Poker Faces | |
Director: | Harry A. Pollard |
Producer: | Carl Laemmle |
Story: | Edgar Franklin |
Starring: | Laura La Plante |
Cinematography: | Charles Stumar |
Distributor: | Universal Pictures |
Runtime: | 80 minutes |
Country: | United States |
Language: | Silent (English intertitles) |
Poker Faces is a 1926 American silent comedy film directed by Harry A. Pollard starring Edward Everett Horton and Laura La Plante. It was produced and released by Universal Pictures.[1] [2]
As described in a film magazine,[3] Jimmy Whitmore, torn between having his wife constantly remind him that they need a new rug and enduring the unkind remarks of his employer Henry Curlew, maintains the unemotional stone visage which has gained for him the name, “Poker Face Whitmore,” and it turns out that the boss has testing him to see if he could stand a real strain without showing his feelings. Curlew assigns him the job of landing a contract with George Dixon, a tough customer. Dixon and Jimmie are both invited to the Curlew house that evening. When Dixon tells Jimmie to be sure to bring his wife, Jimmie despairs when he reads a note from his wife stating that she has gone to work to earn money to buy a new rug. Jimmie calls a casting agency and hires the pretty wife of a jealous prize fighter to pose as his wife for the evening. At Curlew's home they meet Dixon and Curlew’s new secretary, who turns out to be Jimmie’s real wife. Dixon plans to dictate some letters at his hotel but Curlew offers him the use of his secretary if he will stay all night, as he does not want to let the prospective buyer leave. Curlew then stampedes Jimmie and his “wife” to a bedroom against their protests as the hired wife wants to get back to her husband and Jimmie wants to explain everything to his wife. The irrepressible Jimmie makes repeated attempts to reach his wife so Dixon forces him to take off his clothes, pushes him back in the room with the fighter’s wife, and locks the door and puts the key in his pocket. The fighter, anxious about his wife, sees her in the lighted room and climbs up to the window. Seeing his wife in the room with a man in his BVDs, he furiously attacks Jimmie, who escapes when Dixon opens the door. After a long chase around the house Jimmie is cornered in Dixon’s room, so he switches off the light and hides. Dixon and the fighter come to blows by mistake and are both knocked out. Jimmie jumps out just as cops arrive and batter down the door. Curlew receives a telegram advising him to arrest Dixon, who is a crook. Jimmie is rewarded for his astuteness and bravery by being taken into the firm as junior partner.
A print of Poker Faces is preserved in the George Eastman House Motion Picture Collection, The Library of Congress, and UCLA Film and Television Archive.[4]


> **EXERCISE GOAL**
The entries below are to be copied exactly, with every picture left out.

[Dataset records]

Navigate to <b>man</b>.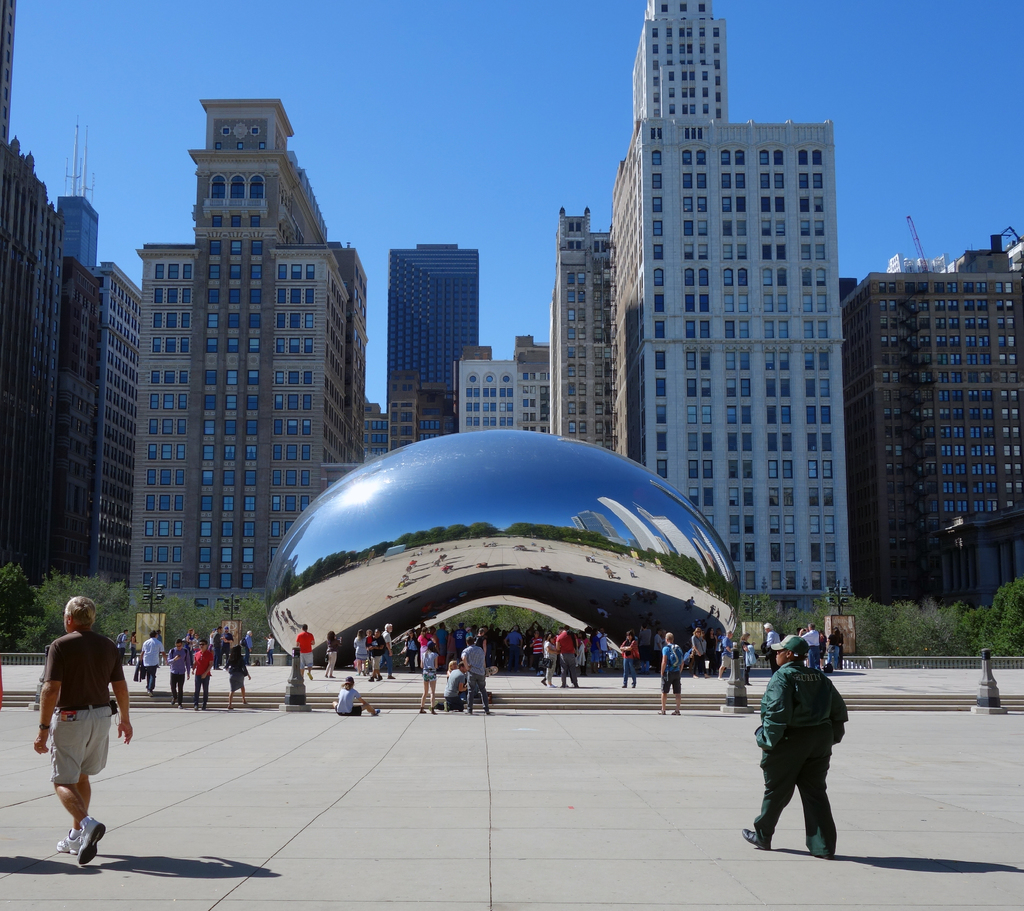
Navigation target: <region>379, 623, 396, 680</region>.
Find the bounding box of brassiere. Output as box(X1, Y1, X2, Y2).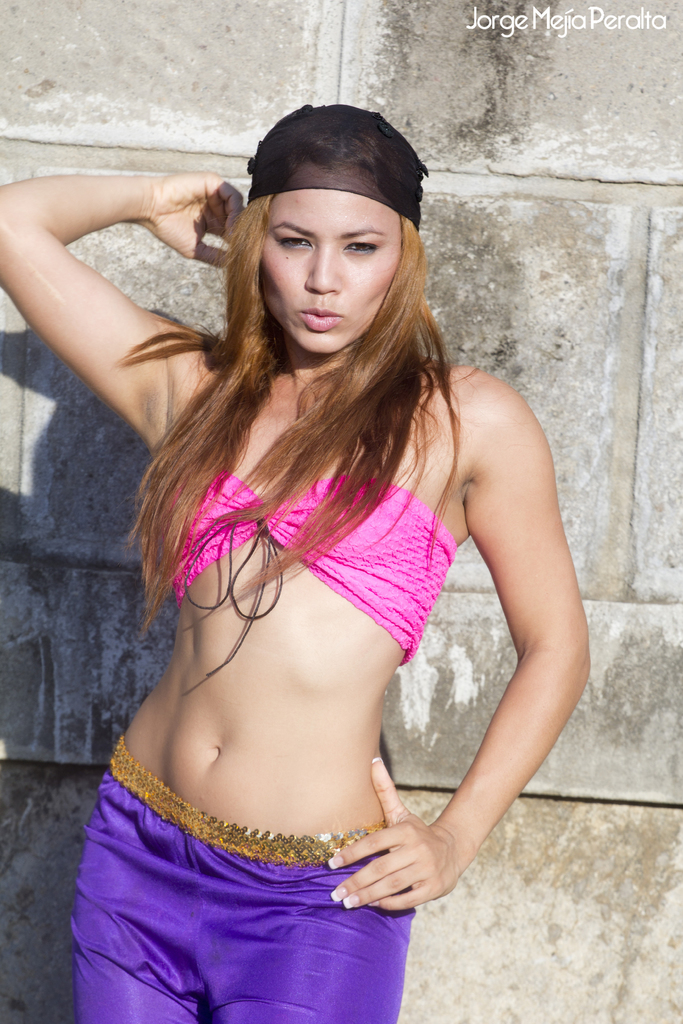
box(172, 460, 457, 674).
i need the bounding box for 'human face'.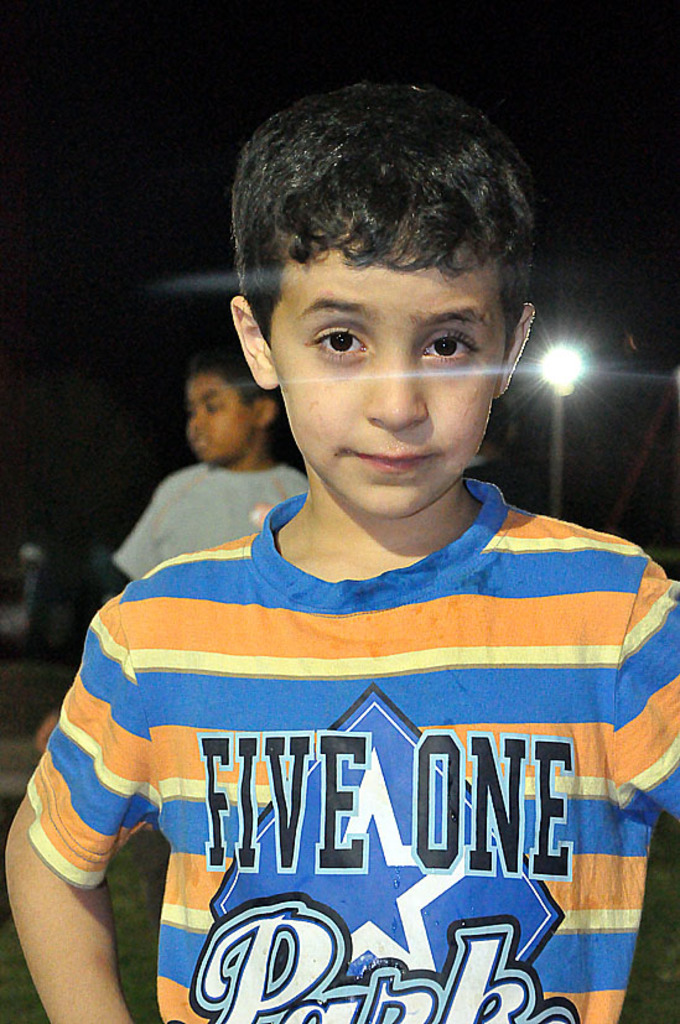
Here it is: <box>275,232,509,523</box>.
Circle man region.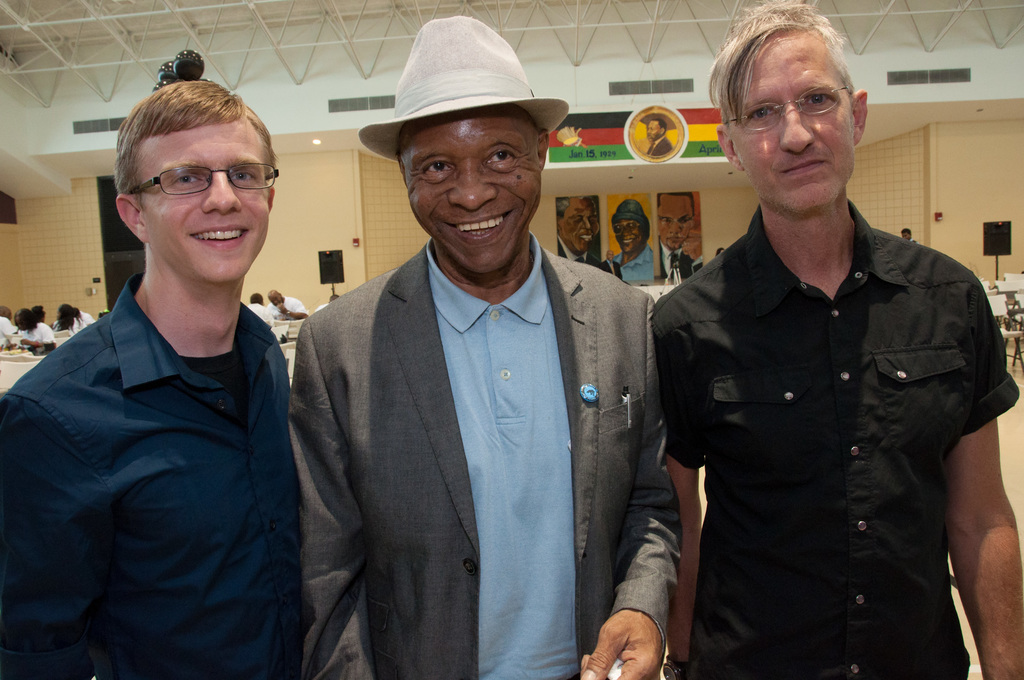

> **SOLUTION BELOW**
Navigate to <b>man</b>.
Navigation target: <region>379, 623, 396, 680</region>.
Find the bounding box of brassiere. Output as box(X1, Y1, X2, Y2).
box(172, 460, 457, 674).
i need the bounding box for 'human face'.
Here it is: <box>275,232,509,523</box>.
Circle man region.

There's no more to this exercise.